The G7 has agreed to reduce reliance on any single supplier of rare earths and permanent magnets to below 60% by 2030, in the clearest sign yet that Western governments are trying to turn critical minerals security from policy language into industrial strategy.
The target, agreed by G7 leaders in Évian, France, is aimed at cutting exposure to China, which dominates rare earth processing and permanent magnet supply chains used across electric vehicles, wind turbines, defence systems, robotics and advanced electronics.
“We aim to significantly reduce our dependencies on a single supplier outside the G7 and partner countries for rare earths and permanent magnets to under 60 per cent by 2030 and continuing to decrease further over time, with an ambition to reach 50 per cent as soon as possible” — G7 Leaders’ declaration on securing supply chains for critical minerals, June 17, 2026
G7 leaders said they would work with partner countries to build mining, processing and recycling capacity across the full critical minerals value chain. The bloc also set an ambition to reduce single-supplier dependence to 50% as soon as possible after 2030.

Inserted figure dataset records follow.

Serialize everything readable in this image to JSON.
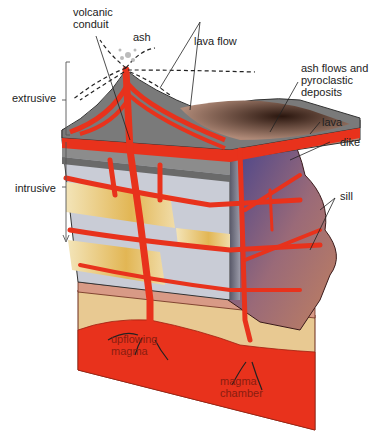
{
  "diagram": {
    "labels": {
      "volcanic_conduit": "volcanic\nconduit",
      "ash": "ash",
      "lava_flow": "lava flow",
      "ash_flows": "ash flows and\npyroclastic\ndeposits",
      "lava": "lava",
      "dike": "dike",
      "sill": "sill",
      "extrusive": "extrusive",
      "intrusive": "intrusive",
      "upflowing_magma": "upflowing\nmagma",
      "magma_chamber": "magma\nchamber"
    },
    "colors": {
      "magma": "#e8321c",
      "magma_dark": "#c42a18",
      "rock_gray": "#8c8c8c",
      "rock_light": "#c9ccd6",
      "sandstone": "#e6c06a",
      "tan": "#e8c992",
      "pluton_blue": "#3c3f8f",
      "pluton_brown": "#b77a5a",
      "ash_dark": "#3a2418",
      "ink": "#222222"
    }
  }
}
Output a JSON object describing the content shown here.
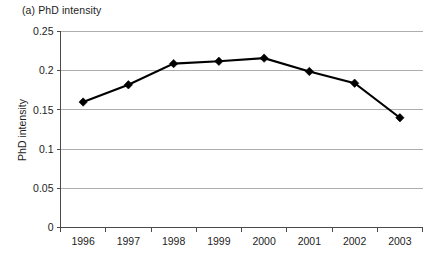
{
  "figure": {
    "title": "(a) PhD intensity"
  },
  "chart_data": {
    "type": "line",
    "title": "(a) PhD intensity",
    "xlabel": "",
    "ylabel": "PhD intensity",
    "categories": [
      "1996",
      "1997",
      "1998",
      "1999",
      "2000",
      "2001",
      "2002",
      "2003"
    ],
    "values": [
      0.16,
      0.182,
      0.209,
      0.212,
      0.216,
      0.199,
      0.184,
      0.14
    ],
    "series": [
      {
        "name": "PhD intensity",
        "values": [
          0.16,
          0.182,
          0.209,
          0.212,
          0.216,
          0.199,
          0.184,
          0.14
        ]
      }
    ],
    "ylim": [
      0,
      0.25
    ],
    "ytick_labels": [
      "0",
      "0.05",
      "0.1",
      "0.15",
      "0.2",
      "0.25"
    ],
    "ytick_values": [
      0,
      0.05,
      0.1,
      0.15,
      0.2,
      0.25
    ],
    "grid": true,
    "legend": false,
    "marker": "diamond",
    "line_color": "#000000",
    "grid_color": "#8c8c8c",
    "background": "#ffffff"
  }
}
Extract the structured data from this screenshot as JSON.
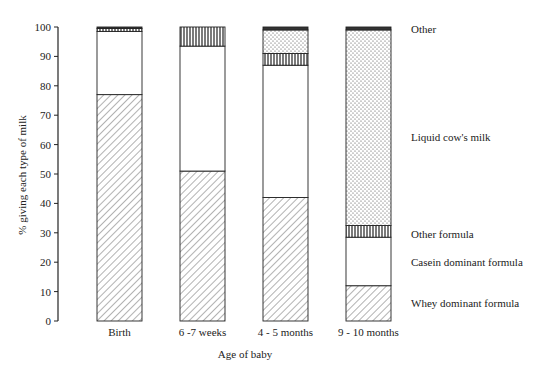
{
  "chart_data": {
    "type": "bar",
    "stacked": true,
    "title": "",
    "xlabel": "Age of baby",
    "ylabel": "% giving each type of milk",
    "ylim": [
      0,
      100
    ],
    "yticks": [
      0,
      10,
      20,
      30,
      40,
      50,
      60,
      70,
      80,
      90,
      100
    ],
    "grid": false,
    "legend_placement": "right",
    "categories": [
      "Birth",
      "6 -7 weeks",
      "4 - 5 months",
      "9 - 10 months"
    ],
    "series": [
      {
        "name": "Whey dominant formula",
        "pattern": "diagonal-hatch",
        "values": [
          77,
          51,
          42,
          12
        ]
      },
      {
        "name": "Casein dominant formula",
        "pattern": "blank",
        "values": [
          21.5,
          42.5,
          45,
          16.5
        ]
      },
      {
        "name": "Other formula",
        "pattern": "vertical-stripes",
        "values": [
          1,
          6.5,
          4,
          4
        ]
      },
      {
        "name": "Liquid cow's milk",
        "pattern": "dots",
        "values": [
          0,
          0,
          8,
          66.5
        ]
      },
      {
        "name": "Other",
        "pattern": "solid-dark",
        "values": [
          0.5,
          0,
          1,
          1
        ]
      }
    ],
    "legend_order_top_to_bottom": [
      "Other",
      "Liquid cow's milk",
      "Other formula",
      "Casein dominant formula",
      "Whey dominant formula"
    ]
  }
}
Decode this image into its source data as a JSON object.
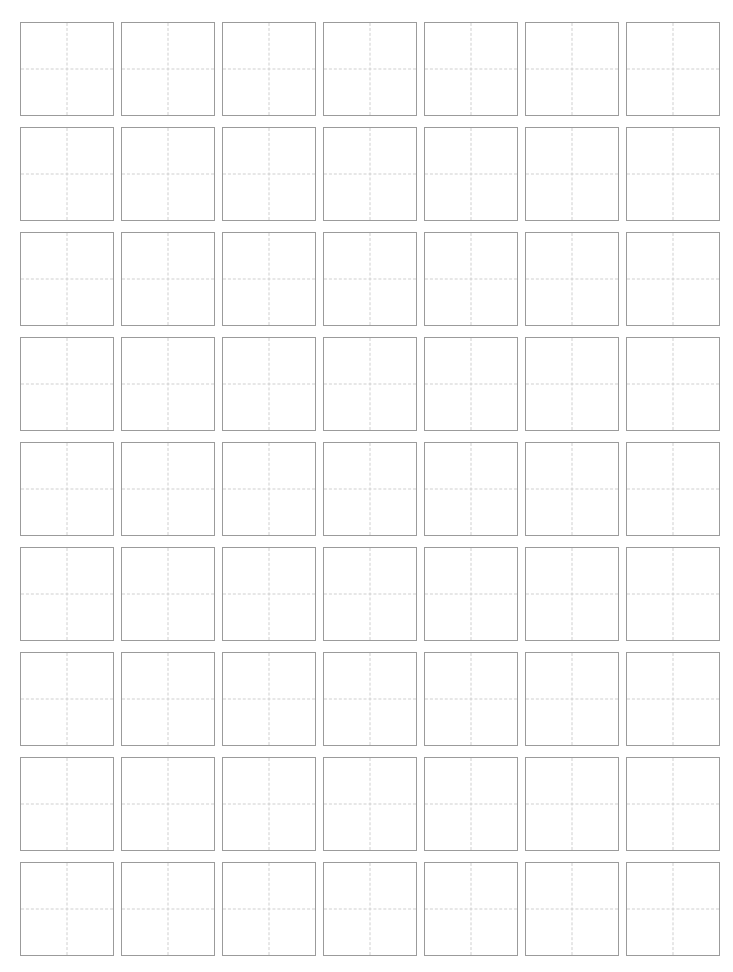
{
  "page": {
    "background_color": "#ffffff",
    "width": 733,
    "height": 972
  },
  "grid": {
    "name": "character-practice-grid",
    "columns": 7,
    "rows": 9,
    "total_cells": 63,
    "cell_width": 94,
    "cell_height": 94,
    "column_gap": 7,
    "row_gap": 11,
    "margin_left": 20,
    "margin_top": 22,
    "cell_border_color": "#9b9b9b",
    "cell_fill_color": "#ffffff",
    "guide_color": "#cfcfcf",
    "guide_style": "dashed",
    "guides_per_cell": [
      "vertical-center",
      "horizontal-center"
    ],
    "cells": [
      {
        "row": 1,
        "col": 1,
        "text": ""
      },
      {
        "row": 1,
        "col": 2,
        "text": ""
      },
      {
        "row": 1,
        "col": 3,
        "text": ""
      },
      {
        "row": 1,
        "col": 4,
        "text": ""
      },
      {
        "row": 1,
        "col": 5,
        "text": ""
      },
      {
        "row": 1,
        "col": 6,
        "text": ""
      },
      {
        "row": 1,
        "col": 7,
        "text": ""
      },
      {
        "row": 2,
        "col": 1,
        "text": ""
      },
      {
        "row": 2,
        "col": 2,
        "text": ""
      },
      {
        "row": 2,
        "col": 3,
        "text": ""
      },
      {
        "row": 2,
        "col": 4,
        "text": ""
      },
      {
        "row": 2,
        "col": 5,
        "text": ""
      },
      {
        "row": 2,
        "col": 6,
        "text": ""
      },
      {
        "row": 2,
        "col": 7,
        "text": ""
      },
      {
        "row": 3,
        "col": 1,
        "text": ""
      },
      {
        "row": 3,
        "col": 2,
        "text": ""
      },
      {
        "row": 3,
        "col": 3,
        "text": ""
      },
      {
        "row": 3,
        "col": 4,
        "text": ""
      },
      {
        "row": 3,
        "col": 5,
        "text": ""
      },
      {
        "row": 3,
        "col": 6,
        "text": ""
      },
      {
        "row": 3,
        "col": 7,
        "text": ""
      },
      {
        "row": 4,
        "col": 1,
        "text": ""
      },
      {
        "row": 4,
        "col": 2,
        "text": ""
      },
      {
        "row": 4,
        "col": 3,
        "text": ""
      },
      {
        "row": 4,
        "col": 4,
        "text": ""
      },
      {
        "row": 4,
        "col": 5,
        "text": ""
      },
      {
        "row": 4,
        "col": 6,
        "text": ""
      },
      {
        "row": 4,
        "col": 7,
        "text": ""
      },
      {
        "row": 5,
        "col": 1,
        "text": ""
      },
      {
        "row": 5,
        "col": 2,
        "text": ""
      },
      {
        "row": 5,
        "col": 3,
        "text": ""
      },
      {
        "row": 5,
        "col": 4,
        "text": ""
      },
      {
        "row": 5,
        "col": 5,
        "text": ""
      },
      {
        "row": 5,
        "col": 6,
        "text": ""
      },
      {
        "row": 5,
        "col": 7,
        "text": ""
      },
      {
        "row": 6,
        "col": 1,
        "text": ""
      },
      {
        "row": 6,
        "col": 2,
        "text": ""
      },
      {
        "row": 6,
        "col": 3,
        "text": ""
      },
      {
        "row": 6,
        "col": 4,
        "text": ""
      },
      {
        "row": 6,
        "col": 5,
        "text": ""
      },
      {
        "row": 6,
        "col": 6,
        "text": ""
      },
      {
        "row": 6,
        "col": 7,
        "text": ""
      },
      {
        "row": 7,
        "col": 1,
        "text": ""
      },
      {
        "row": 7,
        "col": 2,
        "text": ""
      },
      {
        "row": 7,
        "col": 3,
        "text": ""
      },
      {
        "row": 7,
        "col": 4,
        "text": ""
      },
      {
        "row": 7,
        "col": 5,
        "text": ""
      },
      {
        "row": 7,
        "col": 6,
        "text": ""
      },
      {
        "row": 7,
        "col": 7,
        "text": ""
      },
      {
        "row": 8,
        "col": 1,
        "text": ""
      },
      {
        "row": 8,
        "col": 2,
        "text": ""
      },
      {
        "row": 8,
        "col": 3,
        "text": ""
      },
      {
        "row": 8,
        "col": 4,
        "text": ""
      },
      {
        "row": 8,
        "col": 5,
        "text": ""
      },
      {
        "row": 8,
        "col": 6,
        "text": ""
      },
      {
        "row": 8,
        "col": 7,
        "text": ""
      },
      {
        "row": 9,
        "col": 1,
        "text": ""
      },
      {
        "row": 9,
        "col": 2,
        "text": ""
      },
      {
        "row": 9,
        "col": 3,
        "text": ""
      },
      {
        "row": 9,
        "col": 4,
        "text": ""
      },
      {
        "row": 9,
        "col": 5,
        "text": ""
      },
      {
        "row": 9,
        "col": 6,
        "text": ""
      },
      {
        "row": 9,
        "col": 7,
        "text": ""
      }
    ]
  }
}
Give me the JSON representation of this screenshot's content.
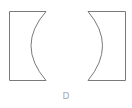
{
  "figure": {
    "label": "D",
    "stroke_color": "#7a7a7a",
    "label_color": "#a8a8a8",
    "shapes": [
      {
        "name": "left-concave-block",
        "description": "rectangle with concave right side"
      },
      {
        "name": "right-concave-block",
        "description": "rectangle with concave left side"
      }
    ]
  }
}
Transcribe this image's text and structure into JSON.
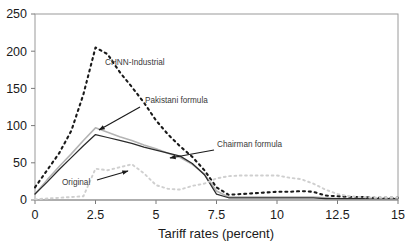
{
  "chart_data": {
    "type": "line",
    "title": "",
    "xlabel": "Tariff rates (percent)",
    "ylabel": "",
    "xlim": [
      0,
      15
    ],
    "ylim": [
      0,
      250
    ],
    "xticks": [
      "0",
      "2.5",
      "5",
      "7.5",
      "10",
      "12.5",
      "15"
    ],
    "xtick_values": [
      0,
      2.5,
      5,
      7.5,
      10,
      12.5,
      15
    ],
    "yticks": [
      "0",
      "50",
      "100",
      "150",
      "200",
      "250"
    ],
    "ytick_values": [
      0,
      50,
      100,
      150,
      200,
      250
    ],
    "grid": false,
    "legend_position": "inline-annotations",
    "x": [
      0,
      0.5,
      1,
      1.5,
      2,
      2.5,
      3,
      3.5,
      4,
      4.5,
      5,
      5.5,
      6,
      6.5,
      7,
      7.5,
      8,
      8.5,
      9,
      9.5,
      10,
      10.5,
      11,
      11.5,
      12,
      12.5,
      13,
      13.5,
      14,
      14.5,
      15
    ],
    "series": [
      {
        "name": "CHNN-Industrial",
        "color": "#1a1a1a",
        "style": "dotted",
        "width": 2.1,
        "values": [
          17,
          40,
          63,
          93,
          142,
          205,
          196,
          172,
          152,
          131,
          107,
          88,
          72,
          58,
          40,
          17,
          7,
          8,
          9,
          10,
          11,
          11,
          12,
          11,
          6,
          5,
          4,
          4,
          3,
          3,
          3
        ]
      },
      {
        "name": "Pakistani formula",
        "color": "#b4b4b4",
        "style": "solid",
        "width": 1.6,
        "values": [
          8,
          27,
          45,
          62,
          80,
          97,
          91,
          85,
          80,
          74,
          69,
          63,
          57,
          48,
          35,
          12,
          4,
          4,
          4,
          4,
          4,
          4,
          4,
          4,
          3,
          2,
          2,
          2,
          2,
          2,
          2
        ]
      },
      {
        "name": "Chairman formula",
        "color": "#2b2b2b",
        "style": "solid",
        "width": 1.25,
        "values": [
          8,
          24,
          41,
          57,
          73,
          88,
          84,
          80,
          76,
          71,
          67,
          63,
          59,
          49,
          34,
          8,
          3,
          3,
          3,
          3,
          3,
          3,
          3,
          3,
          2,
          2,
          2,
          2,
          2,
          2,
          2
        ]
      },
      {
        "name": "Original",
        "color": "#cfcfcf",
        "style": "dotted",
        "width": 1.9,
        "values": [
          1,
          2,
          3,
          4,
          5,
          42,
          40,
          44,
          48,
          36,
          20,
          15,
          14,
          19,
          22,
          29,
          32,
          33,
          33,
          33,
          33,
          30,
          28,
          22,
          14,
          8,
          5,
          4,
          3,
          3,
          3
        ]
      }
    ],
    "annotations": [
      {
        "name": "chnn-industrial",
        "label": "CHNN-Industrial",
        "text_x": 105,
        "text_y": 65,
        "arrow": false
      },
      {
        "name": "pakistani-formula",
        "label": "Pakistani formula",
        "text_x": 145,
        "text_y": 103,
        "arrow": true,
        "ax1": 140,
        "ay1": 107,
        "ax2": 99,
        "ay2": 130
      },
      {
        "name": "chairman-formula",
        "label": "Chairman formula",
        "text_x": 217,
        "text_y": 147,
        "arrow": true,
        "ax1": 214,
        "ay1": 150,
        "ax2": 170,
        "ay2": 158
      },
      {
        "name": "original",
        "label": "Original",
        "text_x": 62,
        "text_y": 185,
        "arrow": true,
        "ax1": 97,
        "ay1": 180,
        "ax2": 128,
        "ay2": 171
      }
    ]
  },
  "axes": {
    "frame_color": "#9a9a9a",
    "axis_color": "#7a7a7a"
  }
}
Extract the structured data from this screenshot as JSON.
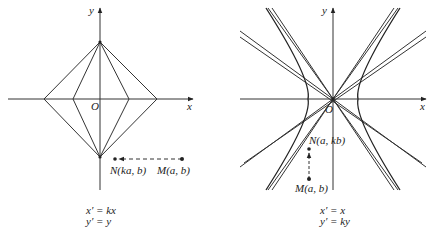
{
  "figures": [
    {
      "id": "left",
      "title": "Horizontal stretch",
      "axis_labels": {
        "x": "x",
        "y": "y",
        "origin": "O"
      },
      "points": [
        {
          "name": "N",
          "label": "N(ka, b)"
        },
        {
          "name": "M",
          "label": "M(a, b)"
        }
      ],
      "equations": [
        "x′ = kx",
        "y′ = y"
      ]
    },
    {
      "id": "right",
      "title": "Vertical stretch",
      "axis_labels": {
        "x": "x",
        "y": "y",
        "origin": "O"
      },
      "points": [
        {
          "name": "N",
          "label": "N(a, kb)"
        },
        {
          "name": "M",
          "label": "M(a, b)"
        }
      ],
      "equations": [
        "x′ = x",
        "y′ = ky"
      ]
    }
  ],
  "colors": {
    "line": "#333333",
    "text": "#222222",
    "background": "#ffffff"
  }
}
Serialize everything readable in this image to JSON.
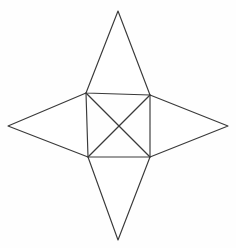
{
  "figure": {
    "canvas": {
      "width": 236,
      "height": 248,
      "background_color": "#fefefe"
    },
    "style": {
      "stroke_color": "#3a3a3a",
      "stroke_width": 1.15,
      "fill_color": "#ffffff"
    },
    "points": {
      "top_tip": {
        "x": 118,
        "y": 11
      },
      "left_tip": {
        "x": 8,
        "y": 126
      },
      "right_tip": {
        "x": 228,
        "y": 126
      },
      "bottom_tip": {
        "x": 118,
        "y": 240
      },
      "inner_top_left": {
        "x": 86,
        "y": 93
      },
      "inner_top_right": {
        "x": 150,
        "y": 95
      },
      "inner_bottom_left": {
        "x": 88,
        "y": 157
      },
      "inner_bottom_right": {
        "x": 150,
        "y": 157
      },
      "center_crossing": {
        "x": 119,
        "y": 126
      }
    },
    "shapes": [
      {
        "name": "top-spike",
        "label": "Top point",
        "path": "M 118 11 L 150 95 L 86 93 Z"
      },
      {
        "name": "left-spike",
        "label": "Left point",
        "path": "M 8 126 L 86 93 L 88 157 Z"
      },
      {
        "name": "right-spike",
        "label": "Right point",
        "path": "M 228 126 L 150 95 L 150 157 Z"
      },
      {
        "name": "bottom-spike",
        "label": "Bottom point",
        "path": "M 118 240 L 88 157 L 150 157 Z"
      }
    ],
    "diagonals": [
      {
        "name": "diagonal-nw-se",
        "label": "Northwest to southeast diagonal",
        "x1": 86,
        "y1": 93,
        "x2": 150,
        "y2": 157
      },
      {
        "name": "diagonal-ne-sw",
        "label": "Northeast to southwest diagonal",
        "x1": 150,
        "y1": 95,
        "x2": 88,
        "y2": 157
      }
    ]
  }
}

The move follows more than a year of supply chain tension after Beijing’s export controls on permanent magnets exposed how dependent manufacturers remain on Chinese midstream processing.
- in 2024, China accounted for 60% of global mined production of magnet rare earths
- for refining, China represented 91% of global refined output
- and its share is even higher for permanent magnet production: in 2005, China accounted for around 50% of the production of sintered permanent magnets, but its share expanded significantly to reach 94% in 2024

The G7 said 195 critical minerals projects have been announced since the start of 2026, representing $73.4 billion of investment, including equity participation and offtake agreements. But officials acknowledged the challenge remains significant: building mines is only part of the problem. The harder bottleneck is processing, separation, refining and magnet manufacturing.
The alliance will begin with pilot traceability and transparency mechanisms for lithium and nickel, before extending the system to five additional critical minerals each year, with particular attention to rare earths.
Leaders also backed stronger coordination between development finance institutions, export credit agencies and private capital, including possible joint procurement, price-gap subsidies, quotas and price floors to support new non-Chinese supply.
A new G7 Critical Minerals Resilience and Production Alliance will coordinate policy, data sharing, stockpiling and crisis response. The International Energy Agency and OECD will help monitor markets, identify distortions and provide early warnings of supply stress.
The message is blunt: critical minerals are no longer just a commodity issue. They are now a security, industrial and geopolitical priority.
For investors, the focus is shifting from discovery alone to supply chain position. Projects with credible routes into processing, offtake, financing and allied-country supply chains are likely to become more strategic as governments try to build alternatives to China before the end of the decade.